Documentation

From Definition to Code

A complete system definition in Specify gives you a structured path from specification to implementation. The more complete and accurate the definition, the more directly it maps to code.

The path

The route from definition to implementation follows three stages:

  1. Define - describe all features, use cases, and requirements in Specify
  2. Verify - review the specification for completeness and accuracy
  3. Implement - write code (or generate code frameworks) from the specification
The specification doesn't tell developers how to implement the system. It tells them what the system must do, under what conditions, with what constraints. The implementation choices - language, framework, architecture patterns - remain with the engineering team.

Feature dialogues

Feature dialogues define all the interactions between users (or protocols) and the system. Each dialogue describes the complete sequence from the start to the finish of a feature activation.

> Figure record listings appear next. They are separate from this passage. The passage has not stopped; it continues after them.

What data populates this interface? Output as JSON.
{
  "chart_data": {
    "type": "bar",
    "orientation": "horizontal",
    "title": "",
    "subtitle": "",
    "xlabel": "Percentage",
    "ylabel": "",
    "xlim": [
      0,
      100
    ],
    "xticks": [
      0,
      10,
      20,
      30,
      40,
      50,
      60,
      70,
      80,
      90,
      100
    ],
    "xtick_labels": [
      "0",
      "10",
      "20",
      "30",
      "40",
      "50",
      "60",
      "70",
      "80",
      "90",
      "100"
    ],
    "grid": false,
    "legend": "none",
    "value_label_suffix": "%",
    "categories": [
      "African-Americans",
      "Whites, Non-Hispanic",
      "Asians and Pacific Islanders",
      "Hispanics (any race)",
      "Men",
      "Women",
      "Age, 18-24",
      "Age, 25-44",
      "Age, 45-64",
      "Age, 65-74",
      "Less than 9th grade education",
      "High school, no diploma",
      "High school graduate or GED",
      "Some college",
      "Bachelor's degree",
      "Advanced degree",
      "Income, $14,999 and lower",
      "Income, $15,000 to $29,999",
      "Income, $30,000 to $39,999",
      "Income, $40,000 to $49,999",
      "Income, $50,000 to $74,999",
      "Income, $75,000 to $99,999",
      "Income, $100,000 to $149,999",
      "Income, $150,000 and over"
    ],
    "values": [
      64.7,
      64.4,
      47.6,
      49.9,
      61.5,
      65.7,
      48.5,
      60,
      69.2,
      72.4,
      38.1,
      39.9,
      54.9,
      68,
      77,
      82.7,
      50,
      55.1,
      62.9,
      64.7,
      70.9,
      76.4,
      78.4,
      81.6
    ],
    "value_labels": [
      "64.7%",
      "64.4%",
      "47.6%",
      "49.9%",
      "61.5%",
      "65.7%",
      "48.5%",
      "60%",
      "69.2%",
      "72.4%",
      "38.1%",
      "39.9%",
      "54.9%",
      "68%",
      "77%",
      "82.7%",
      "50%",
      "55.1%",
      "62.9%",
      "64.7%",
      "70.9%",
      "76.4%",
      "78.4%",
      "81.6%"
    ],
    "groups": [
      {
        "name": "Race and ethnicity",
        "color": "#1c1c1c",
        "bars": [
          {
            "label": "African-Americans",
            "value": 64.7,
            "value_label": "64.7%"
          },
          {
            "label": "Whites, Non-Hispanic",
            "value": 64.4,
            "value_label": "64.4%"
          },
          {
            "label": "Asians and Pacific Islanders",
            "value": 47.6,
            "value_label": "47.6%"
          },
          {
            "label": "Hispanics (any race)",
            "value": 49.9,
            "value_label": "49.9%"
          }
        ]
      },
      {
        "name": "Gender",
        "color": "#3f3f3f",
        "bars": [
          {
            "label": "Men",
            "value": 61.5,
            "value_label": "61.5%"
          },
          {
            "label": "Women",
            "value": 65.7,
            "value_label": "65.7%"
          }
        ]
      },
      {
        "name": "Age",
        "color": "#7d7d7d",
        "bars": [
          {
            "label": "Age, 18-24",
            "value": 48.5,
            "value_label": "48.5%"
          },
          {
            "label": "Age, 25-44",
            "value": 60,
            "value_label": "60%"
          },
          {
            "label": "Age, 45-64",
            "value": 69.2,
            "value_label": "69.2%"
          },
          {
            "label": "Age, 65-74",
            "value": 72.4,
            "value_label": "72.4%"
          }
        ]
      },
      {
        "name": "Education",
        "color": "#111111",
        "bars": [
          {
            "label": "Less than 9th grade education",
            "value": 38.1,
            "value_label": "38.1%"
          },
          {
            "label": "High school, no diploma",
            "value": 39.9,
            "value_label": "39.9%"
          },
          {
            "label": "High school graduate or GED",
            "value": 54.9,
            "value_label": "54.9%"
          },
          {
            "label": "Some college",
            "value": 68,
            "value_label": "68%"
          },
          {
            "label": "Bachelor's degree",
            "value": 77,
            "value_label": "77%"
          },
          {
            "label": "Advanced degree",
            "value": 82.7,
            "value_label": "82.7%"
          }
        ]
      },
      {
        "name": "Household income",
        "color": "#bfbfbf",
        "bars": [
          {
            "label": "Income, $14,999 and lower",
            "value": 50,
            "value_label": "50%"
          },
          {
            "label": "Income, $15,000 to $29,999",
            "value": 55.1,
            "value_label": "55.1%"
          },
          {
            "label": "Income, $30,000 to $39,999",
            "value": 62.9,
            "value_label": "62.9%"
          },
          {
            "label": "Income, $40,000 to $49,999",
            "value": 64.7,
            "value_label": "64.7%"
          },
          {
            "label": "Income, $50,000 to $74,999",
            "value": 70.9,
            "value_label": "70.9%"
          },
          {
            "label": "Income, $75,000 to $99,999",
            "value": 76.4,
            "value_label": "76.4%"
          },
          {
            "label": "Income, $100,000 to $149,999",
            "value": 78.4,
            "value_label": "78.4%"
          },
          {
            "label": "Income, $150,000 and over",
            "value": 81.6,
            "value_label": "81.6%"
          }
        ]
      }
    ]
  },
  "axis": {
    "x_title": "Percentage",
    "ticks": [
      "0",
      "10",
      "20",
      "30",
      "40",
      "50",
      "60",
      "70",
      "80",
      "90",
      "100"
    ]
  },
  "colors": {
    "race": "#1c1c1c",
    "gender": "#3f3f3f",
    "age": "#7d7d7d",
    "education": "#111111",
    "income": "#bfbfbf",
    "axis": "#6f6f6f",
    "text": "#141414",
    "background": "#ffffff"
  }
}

In the Reference Project, "Cancel Baking Session" under User Features is a feature dialogue. It defines every step of the interaction: the user triggers cancel, the system checks the current state, the heating stops, the display updates. Feature dialogues also apply to protocol interactions - the features offered by a Bluetooth API, for example, would each be a dialogue.

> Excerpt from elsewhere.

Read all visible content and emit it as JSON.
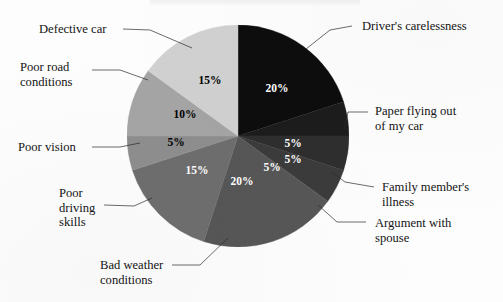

A well-defined set of feature dialogues means the user-facing and protocol-facing behaviour of the system is fully specified. Nothing is left to interpretation during implementation.

Event processing

Beyond feature dialogues, many features involve event processing - scheduled or triggered events that the system handles in the background.

The Oven Project has two patterns for this:

Frequency-scheduled events - actions that run at a fixed interval. A diagnostic check every hour, a sensor reading every 100ms. These translate to frequency-scheduled virtual state machines in implementation.

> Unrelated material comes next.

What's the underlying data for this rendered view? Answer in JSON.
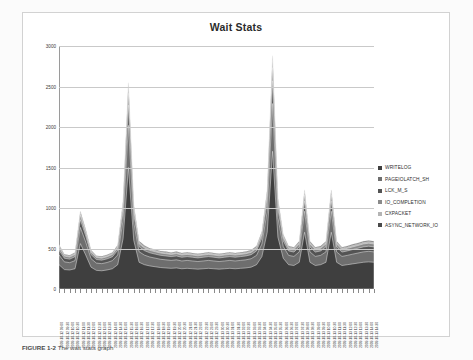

Time/date-scheduled events - actions that run at a specific time. A daily backup at midnight, a weekly calibration check. These translate to event-scheduled virtual state machines.

The event processing features create a bridge between the system definition and the implementation. They define what events exist, when they fire, and what happens in response.

From specification to implementation

If you describe all features - including feature dialogues and event sequence process dialogues - you end up with a complete system definition from which you can code or auto-generate code frameworks.

For hand-coded implementations, the specification provides:

  • A clear list of every behaviour that needs to be coded
  • Requirements that define the acceptance criteria for each behaviour
  • Use cases that define the test scenarios
  • Feature set boundaries that suggest component boundaries
For auto-generated code frameworks, the specification provides the structured data that code generators consume. Feature dialogues translate to interaction handlers. Event processing features translate to state machines. Requirements translate to assertions and constraints.

Traceability to testing

All the features in a system definition are used to tag and uniquely identify every code statement and code path. This creates direct traceability from specification through implementation to testing:

  • Unit tests validate feature APIs
  • Integration tests validate use case flows
  • Acceptance tests validate complete feature requirements and behaviour
When a test fails, you trace back to the feature and requirement it validates. When a requirement changes, you know which tests and code paths are affected.

Solaros Construct

Solaros Construct, a separate product in the Solaros ecosystem, can generate embedded code frameworks from finalised feature sets in Specify. The two products work together - Specify defines the system, Construct generates the implementation scaffolding.